After a long and storied public life, former IPS officer Lalduhoma is set to become the new Chief Minister of Mizoram. The 73-year-old who won his election from the constituency of Sercchip by 2,982 votes will be the state’s first new CM in three decades.
Lalduhoma’s Zoram People’s Movement (ZPM), a new regional party that is contesting the Assembly polls as a recognised party for the first time, is set to deliver a stunning victory against the ruling Mizo National Front (MNF) and as of 1 pm has won 15 constituencies and is leading in 12. With this, the ZPM will break the Congress-MNF duopoly in the state and it will be the first time that a party other than the Congress or the MNF will be voted into power since the state’s formation in 1987. With power having constantly swung between the two parties, the chief ministership alternated between Congress’s Lalthanhawla and MNF’s Zoramthanga since 1993.
After completing his BA degree from the North East Hill University, Lalduhoma joined the Indian Police Service. While in service, he went on to become the security in-charge for then Prime Minister Indira Gandhi. He resigned from the service in 1984 and joined the Congress, getting elected to the Lok Sabha later that year. In 1988, he ended up becoming the first MP to be disqualified under the anti-defection law after he resigned from the Congress. Before the formation of the ZPM, he had been elected as MLA in 2003 from another party he had founded, the Zoram Nationalist Party.
The ZPM started as a common platform of six smaller regional parties and civil society groups in 2017. It was not a recognised party yet during the Assembly elections in 2018. Instead, there were 38 Independent candidates backed by the platform, of whom eight went on to become MLAs. This made it the second-largest party in the Assembly. In 2019, the ZPM was recognised as a party.
The ZPM announced its arrival with Lalduhoma’s victory in the Serchhip by-election in 2021 which had to be held after his disqualification from the Assembly for “defecting” to the ZPM after being elected as an Independent. The victory stamped his presence in the state’s political landscape.
In the run-up to the elections, the ZPM and Lalduhoma banked heavily on decades of anti-incumbency against both the Congress and the MNF. They accused the MNF of having lost its regional character by being a part of the BJP-led National Democratic Alliance. Like the MNF, the ZPM also emphasises Mizo identity and Lalduhoma has in the past also spoken in favour of the unification of all areas inhabited by the Zo ethnic group, which includes the Kuki-Zomis of Manipur.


About this exercise
Every line in the records below between the one holding "Image resolution: width=831" and the one holding "Image resolution: width=719", inclusive, is to be set down exactly; all other lines are to be left out.
=-=-=-=-=
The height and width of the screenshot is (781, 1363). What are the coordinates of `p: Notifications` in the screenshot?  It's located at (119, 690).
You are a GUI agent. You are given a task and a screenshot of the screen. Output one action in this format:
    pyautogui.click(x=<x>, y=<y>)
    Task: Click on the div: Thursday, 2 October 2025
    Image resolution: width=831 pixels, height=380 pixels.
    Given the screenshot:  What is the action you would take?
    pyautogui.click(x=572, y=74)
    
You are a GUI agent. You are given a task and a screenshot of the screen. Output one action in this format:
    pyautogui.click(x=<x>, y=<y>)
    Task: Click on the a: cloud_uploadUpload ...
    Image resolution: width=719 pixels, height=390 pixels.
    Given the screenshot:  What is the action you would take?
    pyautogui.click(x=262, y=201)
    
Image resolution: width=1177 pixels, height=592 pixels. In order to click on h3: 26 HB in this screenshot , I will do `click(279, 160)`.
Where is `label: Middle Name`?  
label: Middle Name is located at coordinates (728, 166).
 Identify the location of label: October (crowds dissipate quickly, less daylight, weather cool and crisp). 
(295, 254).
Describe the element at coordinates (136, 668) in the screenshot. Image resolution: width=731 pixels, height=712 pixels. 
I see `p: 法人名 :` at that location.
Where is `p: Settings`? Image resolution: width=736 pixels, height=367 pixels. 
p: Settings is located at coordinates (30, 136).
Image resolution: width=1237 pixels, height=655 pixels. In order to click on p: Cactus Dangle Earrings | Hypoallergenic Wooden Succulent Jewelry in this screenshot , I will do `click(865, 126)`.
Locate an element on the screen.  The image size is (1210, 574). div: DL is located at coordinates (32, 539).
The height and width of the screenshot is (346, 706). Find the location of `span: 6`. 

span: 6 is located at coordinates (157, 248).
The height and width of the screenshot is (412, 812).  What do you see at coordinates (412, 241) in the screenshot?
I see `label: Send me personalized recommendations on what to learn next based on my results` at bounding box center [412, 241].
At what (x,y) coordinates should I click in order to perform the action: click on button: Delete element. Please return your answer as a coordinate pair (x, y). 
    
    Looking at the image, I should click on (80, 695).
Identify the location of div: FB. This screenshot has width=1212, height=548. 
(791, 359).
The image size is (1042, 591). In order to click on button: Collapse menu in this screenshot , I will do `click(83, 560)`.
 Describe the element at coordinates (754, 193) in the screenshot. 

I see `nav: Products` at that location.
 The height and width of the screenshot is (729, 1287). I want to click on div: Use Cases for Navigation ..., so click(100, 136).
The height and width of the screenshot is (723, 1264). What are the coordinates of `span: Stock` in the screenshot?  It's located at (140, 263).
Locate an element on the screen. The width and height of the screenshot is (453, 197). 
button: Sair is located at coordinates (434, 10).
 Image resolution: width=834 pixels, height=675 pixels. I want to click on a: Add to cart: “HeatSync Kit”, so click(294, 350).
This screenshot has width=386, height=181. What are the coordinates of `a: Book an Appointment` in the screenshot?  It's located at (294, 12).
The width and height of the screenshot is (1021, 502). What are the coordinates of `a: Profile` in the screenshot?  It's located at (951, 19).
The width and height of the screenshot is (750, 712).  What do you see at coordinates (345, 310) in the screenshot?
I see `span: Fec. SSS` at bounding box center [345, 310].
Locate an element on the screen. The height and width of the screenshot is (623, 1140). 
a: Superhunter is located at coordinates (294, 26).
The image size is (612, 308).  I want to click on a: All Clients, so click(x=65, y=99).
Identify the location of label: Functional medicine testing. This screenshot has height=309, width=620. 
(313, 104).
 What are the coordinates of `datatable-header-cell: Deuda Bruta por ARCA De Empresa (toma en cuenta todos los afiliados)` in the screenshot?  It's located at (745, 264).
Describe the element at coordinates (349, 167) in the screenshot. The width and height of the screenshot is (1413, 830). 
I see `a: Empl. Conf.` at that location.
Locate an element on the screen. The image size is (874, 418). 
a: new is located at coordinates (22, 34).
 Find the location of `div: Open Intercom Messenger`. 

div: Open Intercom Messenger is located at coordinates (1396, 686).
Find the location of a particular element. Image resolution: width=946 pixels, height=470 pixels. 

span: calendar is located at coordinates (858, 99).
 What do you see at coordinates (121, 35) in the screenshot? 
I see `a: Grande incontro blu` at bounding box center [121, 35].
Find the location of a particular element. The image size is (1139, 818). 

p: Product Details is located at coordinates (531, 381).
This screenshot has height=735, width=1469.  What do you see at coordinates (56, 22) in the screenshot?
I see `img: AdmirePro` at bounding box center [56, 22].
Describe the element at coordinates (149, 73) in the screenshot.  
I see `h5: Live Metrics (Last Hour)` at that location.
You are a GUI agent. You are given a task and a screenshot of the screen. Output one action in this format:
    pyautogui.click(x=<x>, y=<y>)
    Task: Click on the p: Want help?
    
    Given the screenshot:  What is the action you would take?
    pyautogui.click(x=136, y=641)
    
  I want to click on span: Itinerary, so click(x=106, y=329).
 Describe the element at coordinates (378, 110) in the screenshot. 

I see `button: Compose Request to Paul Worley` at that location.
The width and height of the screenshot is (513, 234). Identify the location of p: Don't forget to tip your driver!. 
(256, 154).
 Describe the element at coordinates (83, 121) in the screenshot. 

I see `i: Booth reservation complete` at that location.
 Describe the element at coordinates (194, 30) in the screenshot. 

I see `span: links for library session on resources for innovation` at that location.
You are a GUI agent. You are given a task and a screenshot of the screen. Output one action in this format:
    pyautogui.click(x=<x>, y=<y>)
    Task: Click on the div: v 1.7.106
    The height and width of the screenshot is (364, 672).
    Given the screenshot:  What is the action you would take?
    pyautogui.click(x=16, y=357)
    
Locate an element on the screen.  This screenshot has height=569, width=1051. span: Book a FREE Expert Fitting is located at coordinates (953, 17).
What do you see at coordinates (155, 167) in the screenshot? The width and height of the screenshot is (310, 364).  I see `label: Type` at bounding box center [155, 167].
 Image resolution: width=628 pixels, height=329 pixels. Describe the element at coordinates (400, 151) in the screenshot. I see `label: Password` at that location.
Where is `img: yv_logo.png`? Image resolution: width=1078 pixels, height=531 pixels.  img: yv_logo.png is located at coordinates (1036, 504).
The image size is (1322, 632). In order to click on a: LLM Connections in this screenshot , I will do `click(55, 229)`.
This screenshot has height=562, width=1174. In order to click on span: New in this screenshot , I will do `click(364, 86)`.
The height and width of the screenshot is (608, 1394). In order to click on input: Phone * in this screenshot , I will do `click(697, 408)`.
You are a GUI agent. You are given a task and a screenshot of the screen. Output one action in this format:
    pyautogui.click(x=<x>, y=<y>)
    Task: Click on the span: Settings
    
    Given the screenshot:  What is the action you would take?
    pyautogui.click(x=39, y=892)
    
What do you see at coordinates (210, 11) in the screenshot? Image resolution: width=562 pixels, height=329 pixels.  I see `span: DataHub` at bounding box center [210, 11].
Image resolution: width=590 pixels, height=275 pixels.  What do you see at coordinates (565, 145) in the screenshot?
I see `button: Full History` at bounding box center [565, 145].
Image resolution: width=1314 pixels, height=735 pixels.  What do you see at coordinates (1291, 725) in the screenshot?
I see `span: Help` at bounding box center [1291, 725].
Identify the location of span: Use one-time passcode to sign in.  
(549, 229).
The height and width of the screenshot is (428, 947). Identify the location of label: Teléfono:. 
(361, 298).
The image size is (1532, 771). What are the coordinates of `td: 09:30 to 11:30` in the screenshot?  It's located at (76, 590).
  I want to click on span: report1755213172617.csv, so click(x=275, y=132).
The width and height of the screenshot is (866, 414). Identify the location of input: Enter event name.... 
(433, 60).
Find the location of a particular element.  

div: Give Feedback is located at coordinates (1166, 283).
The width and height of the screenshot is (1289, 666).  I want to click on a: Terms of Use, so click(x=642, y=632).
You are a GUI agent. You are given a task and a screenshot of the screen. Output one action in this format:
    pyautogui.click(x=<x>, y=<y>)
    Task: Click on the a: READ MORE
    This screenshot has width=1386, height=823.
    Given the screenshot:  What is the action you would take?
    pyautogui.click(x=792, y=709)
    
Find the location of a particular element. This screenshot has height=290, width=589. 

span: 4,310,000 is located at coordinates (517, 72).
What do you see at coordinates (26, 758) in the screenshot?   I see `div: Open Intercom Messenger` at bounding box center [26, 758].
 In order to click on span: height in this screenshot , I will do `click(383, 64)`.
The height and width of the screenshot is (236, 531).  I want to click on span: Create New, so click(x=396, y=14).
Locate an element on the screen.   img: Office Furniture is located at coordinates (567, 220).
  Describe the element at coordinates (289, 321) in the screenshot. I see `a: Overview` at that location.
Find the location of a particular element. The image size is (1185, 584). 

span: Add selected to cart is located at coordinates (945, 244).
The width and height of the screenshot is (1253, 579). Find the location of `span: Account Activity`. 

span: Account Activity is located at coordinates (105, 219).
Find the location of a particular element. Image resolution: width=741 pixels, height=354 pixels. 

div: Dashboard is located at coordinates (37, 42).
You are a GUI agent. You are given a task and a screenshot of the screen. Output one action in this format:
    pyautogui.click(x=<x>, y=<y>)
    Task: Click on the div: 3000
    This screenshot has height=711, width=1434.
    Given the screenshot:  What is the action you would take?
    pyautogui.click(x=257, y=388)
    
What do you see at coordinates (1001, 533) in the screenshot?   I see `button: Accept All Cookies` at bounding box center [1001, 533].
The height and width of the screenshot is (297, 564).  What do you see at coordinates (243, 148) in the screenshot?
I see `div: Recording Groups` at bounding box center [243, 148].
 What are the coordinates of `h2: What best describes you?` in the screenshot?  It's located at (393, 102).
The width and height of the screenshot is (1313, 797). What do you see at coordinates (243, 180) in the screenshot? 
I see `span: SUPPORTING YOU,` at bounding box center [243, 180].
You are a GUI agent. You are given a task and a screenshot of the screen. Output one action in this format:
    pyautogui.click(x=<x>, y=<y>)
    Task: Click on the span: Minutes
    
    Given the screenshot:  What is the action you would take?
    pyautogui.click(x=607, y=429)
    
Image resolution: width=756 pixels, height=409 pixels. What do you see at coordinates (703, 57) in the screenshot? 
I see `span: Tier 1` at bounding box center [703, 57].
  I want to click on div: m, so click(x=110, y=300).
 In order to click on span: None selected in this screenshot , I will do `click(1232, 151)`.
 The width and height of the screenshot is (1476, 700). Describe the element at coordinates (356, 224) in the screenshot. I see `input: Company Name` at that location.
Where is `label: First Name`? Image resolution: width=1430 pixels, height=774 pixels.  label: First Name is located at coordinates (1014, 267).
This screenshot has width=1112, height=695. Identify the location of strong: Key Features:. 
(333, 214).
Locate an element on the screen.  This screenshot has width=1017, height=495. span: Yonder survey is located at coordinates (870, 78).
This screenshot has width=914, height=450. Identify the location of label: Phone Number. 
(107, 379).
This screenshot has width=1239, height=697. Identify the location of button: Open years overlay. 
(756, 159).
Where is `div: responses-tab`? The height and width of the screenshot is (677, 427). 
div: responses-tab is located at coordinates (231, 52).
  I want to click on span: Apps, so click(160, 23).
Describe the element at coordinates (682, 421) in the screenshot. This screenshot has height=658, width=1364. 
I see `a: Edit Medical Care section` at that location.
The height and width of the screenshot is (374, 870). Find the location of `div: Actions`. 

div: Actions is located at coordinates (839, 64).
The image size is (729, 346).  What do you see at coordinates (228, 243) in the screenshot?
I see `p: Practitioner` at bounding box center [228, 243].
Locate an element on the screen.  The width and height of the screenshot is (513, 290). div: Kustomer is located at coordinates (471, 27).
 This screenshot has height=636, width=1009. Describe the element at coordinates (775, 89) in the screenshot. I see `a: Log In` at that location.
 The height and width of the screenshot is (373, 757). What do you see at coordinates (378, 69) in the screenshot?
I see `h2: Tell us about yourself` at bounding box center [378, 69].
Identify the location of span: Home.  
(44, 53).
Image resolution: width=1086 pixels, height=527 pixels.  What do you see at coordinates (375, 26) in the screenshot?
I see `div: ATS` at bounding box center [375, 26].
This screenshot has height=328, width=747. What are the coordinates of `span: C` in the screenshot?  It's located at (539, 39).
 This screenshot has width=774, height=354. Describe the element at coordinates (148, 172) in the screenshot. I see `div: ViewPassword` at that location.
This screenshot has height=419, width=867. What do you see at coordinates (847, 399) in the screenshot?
=-=-=-=-=
Result of this task
    Image resolution: width=831 pixels, height=380 pixels.
    Given the screenshot:  What is the action you would take?
    pyautogui.click(x=572, y=74)
    
You are a GUI agent. You are given a task and a screenshot of the screen. Output one action in this format:
    pyautogui.click(x=<x>, y=<y>)
    Task: Click on the a: cloud_uploadUpload ...
    Image resolution: width=719 pixels, height=390 pixels.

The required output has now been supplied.